Nobody was. The shack was deserted and cleaned out. He led his mount into the trees beyond and tethered her there. Then he waded out across the knee-deep water to see what the silent hydraulic rig could tell him.
It couldn’t tell him much. The boiler plates were cold. He frowned and rolled a smoke as he mused, aloud, “I should have known that gent at the general store couldn’t have been laid off at Sheep Ranch if they’re still paying widow’s pensions. This crew gutted all the color here and no doubt lit out with lots of bills unpaid. It’s cheaper to build a new rig like this than to haul it far enough to matter.”
He saw the cheapskate gut-and-gitters had gutted the rig of its more valuable suction and shaking machinery, leaving little more than the boiler, rusty steam pump, and sheet-metal hydraulic boom to sit, as the running creek repaired itself with time and patient water. He stared at the moonlit mess they’d made of the far bank and saw most of the mud still running down to stain the Stanislaus, miles away, was coming off the big mud pie they’d left at the base of their man-made bluff.
He wondered why it was there. One would think even gut-and-gitters would have panned the last of the sand, gravel, and clay they’d gone to so much trouble to bring down.
He lit his smoke and said, “They would have. So they didn’t. The bank was caved after they abandoned this site, by nature or something more ugly.”
There was plenty of cordwood left abo
ard the dredge, so he quickly cut some shavings and built a fire under the boiler. Then he waded back ashore and moved Sidewinder deeper into the trees, telling her, “If I blow my fool self up you ought to be safe out of range of the dredge. If I don’t, we’ll just see what or who might be under all that loose spoil across the creek. Hosing to grade beats digging with a shovel, even if I had a shovel, see?”
By the time he’d once more waded out to the shapeless black mass some stars were showing in the ever-darkening sky and the low moon wasn’t shedding too much-light on the subject.

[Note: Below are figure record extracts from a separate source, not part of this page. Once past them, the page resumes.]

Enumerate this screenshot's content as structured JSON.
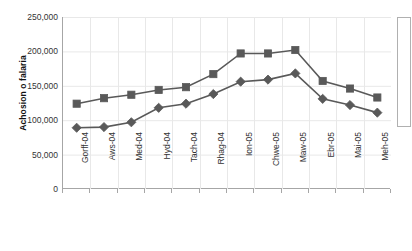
{
  "chart_data": {
    "type": "line",
    "title": "",
    "xlabel": "",
    "ylabel": "Achosion o falaria",
    "ylim": [
      0,
      250000
    ],
    "yticks": [
      0,
      50000,
      100000,
      150000,
      200000,
      250000
    ],
    "ytick_labels": [
      "0",
      "50,000",
      "100,000",
      "150,000",
      "200,000",
      "250,000"
    ],
    "grid": true,
    "legend_position": "right",
    "categories": [
      "Gorff-04",
      "Aws-04",
      "Med-04",
      "Hyd-04",
      "Tach-04",
      "Rhag-04",
      "Ion-05",
      "Chwe-05",
      "Maw-05",
      "Ebr-05",
      "Mai-05",
      "Meh-05"
    ],
    "series": [
      {
        "name": "Cyfres 1",
        "marker": "square",
        "color": "#595959",
        "values": [
          124000,
          132000,
          137000,
          144000,
          148000,
          167000,
          197000,
          197000,
          202000,
          157000,
          146000,
          133000
        ]
      },
      {
        "name": "Cyfres 2",
        "marker": "diamond",
        "color": "#595959",
        "values": [
          89000,
          90000,
          97000,
          118000,
          124000,
          138000,
          156000,
          159000,
          168000,
          131000,
          122000,
          111000
        ]
      }
    ]
  },
  "colors": {
    "series": "#595959",
    "grid": "#e8e8e8",
    "axis": "#a6a6a6",
    "text": "#333333",
    "background": "#ffffff"
  }
}
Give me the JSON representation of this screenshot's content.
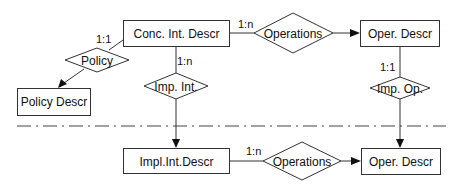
{
  "diagram": {
    "entities": {
      "conc_int_descr": "Conc. Int. Descr",
      "policy_descr": "Policy Descr",
      "oper_descr_top": "Oper. Descr",
      "impl_int_descr": "Impl.Int.Descr",
      "oper_descr_bottom": "Oper. Descr"
    },
    "relations": {
      "policy": "Policy",
      "imp_int": "Imp. Int.",
      "operations_top": "Operations",
      "imp_op": "Imp. Op.",
      "operations_bottom": "Operations"
    },
    "cardinalities": {
      "policy": "1:1",
      "imp_int": "1:n",
      "operations_top": "1:n",
      "imp_op": "1:1",
      "operations_bottom": "1:n"
    }
  }
}
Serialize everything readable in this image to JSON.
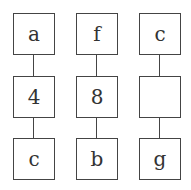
{
  "columns": [
    {
      "nodes": [
        "a",
        "4",
        "c"
      ]
    },
    {
      "nodes": [
        "f",
        "8",
        "b"
      ]
    },
    {
      "nodes": [
        "c",
        "",
        "g"
      ]
    }
  ],
  "colors": {
    "stroke": "#444444",
    "text": "#333333",
    "background": "#ffffff"
  }
}
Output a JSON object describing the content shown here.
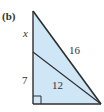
{
  "figure": {
    "panel_label": "(b)",
    "labels": {
      "upper_segment": "x",
      "lower_segment": "7",
      "hypotenuse": "16",
      "inner_segment": "12"
    },
    "colors": {
      "fill": "#cfe6f6",
      "stroke": "#2e2e2e",
      "text": "#333333"
    },
    "right_angle": true
  }
}
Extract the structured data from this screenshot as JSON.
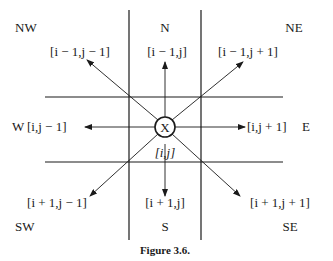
{
  "figure": {
    "caption": "Figure 3.6.",
    "center": {
      "symbol": "X",
      "index": "[i,j]"
    },
    "directions": {
      "nw": {
        "name": "NW",
        "index": "[i − 1,j − 1]"
      },
      "n": {
        "name": "N",
        "index": "[i − 1,j]"
      },
      "ne": {
        "name": "NE",
        "index": "[i − 1,j + 1]"
      },
      "w": {
        "name": "W",
        "index": "[i,j − 1]"
      },
      "e": {
        "name": "E",
        "index": "[i,j + 1]"
      },
      "sw": {
        "name": "SW",
        "index": "[i + 1,j − 1]"
      },
      "s": {
        "name": "S",
        "index": "[i + 1,j]"
      },
      "se": {
        "name": "SE",
        "index": "[i + 1,j + 1]"
      }
    },
    "colors": {
      "ink": "#1a1a1a",
      "background": "#ffffff"
    }
  }
}
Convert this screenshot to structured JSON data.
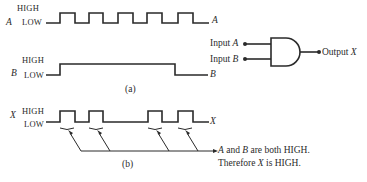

He struck a match to read the steam pressure gauge. The needle hadn’t moved enough to matter.
He opened the firebox door, poked the flames higher with a handy length of angle iron, and shoved more wood in. Then he shut the door, adjusted the draft, and explored the rig to see how it might work.
The float was moored across the mild current by kedge lines, fore and aft, to keep the monstrous nozzle aimed at the bank, which they hadn’t found much color in after all. It hung from a simple block and tackle between the beams of its big A-frame. Elevation of the water cannon was controlled by letting out or taking in more line. To swing left or right the operator stood astride the flexible pressure hose from the steam pump and just gripped two wrought-iron handles. The simple valve crank near the right grab-iron no doubt controlled the water pressure.
He didn’t want to bring down any more of the cut the nozzle was aimed at; he wanted to clear away the too much that was already down. So he lowered the nozzle to where it was aimed to fire flat across the surface of the placid pond, if “fire” was a proper term for what he had in mind. He’d covered some hydraulic mining in his time, but he’d never worked at such a disgusting job.
As he experimented with his aim he found himself squatting with the high-pressure hose just under his groin. It was enough to pucker a man’s rectum even if the hose didn’t burst. Had they left even a coal shovel behind he’d have settled for doing it the harder but less puckering way.